-- Opening Marker --

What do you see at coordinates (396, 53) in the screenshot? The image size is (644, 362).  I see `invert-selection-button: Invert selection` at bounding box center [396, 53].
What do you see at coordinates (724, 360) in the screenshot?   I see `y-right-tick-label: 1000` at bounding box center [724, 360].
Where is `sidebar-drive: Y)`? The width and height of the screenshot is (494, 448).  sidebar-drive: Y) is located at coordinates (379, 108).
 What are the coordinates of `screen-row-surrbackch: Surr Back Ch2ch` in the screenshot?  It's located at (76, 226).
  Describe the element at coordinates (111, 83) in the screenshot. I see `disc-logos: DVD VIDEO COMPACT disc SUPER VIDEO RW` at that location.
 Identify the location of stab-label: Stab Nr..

-- Closing Marker --
-- Opening Marker --

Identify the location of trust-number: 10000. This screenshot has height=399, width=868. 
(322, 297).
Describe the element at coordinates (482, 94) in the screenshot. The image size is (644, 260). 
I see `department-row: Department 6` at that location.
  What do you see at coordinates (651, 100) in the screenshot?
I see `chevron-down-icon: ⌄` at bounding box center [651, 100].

-- Closing Marker --

=== Task statement ===
All that is wanted is an exact copy of the lines above from the one with "What do you see at coordinates (396, 53)" through the one with "What do you see at coordinates (724, 360)", with both ends included.

=== Task response ===
What do you see at coordinates (396, 53) in the screenshot? The image size is (644, 362).  I see `invert-selection-button: Invert selection` at bounding box center [396, 53].
What do you see at coordinates (724, 360) in the screenshot?   I see `y-right-tick-label: 1000` at bounding box center [724, 360].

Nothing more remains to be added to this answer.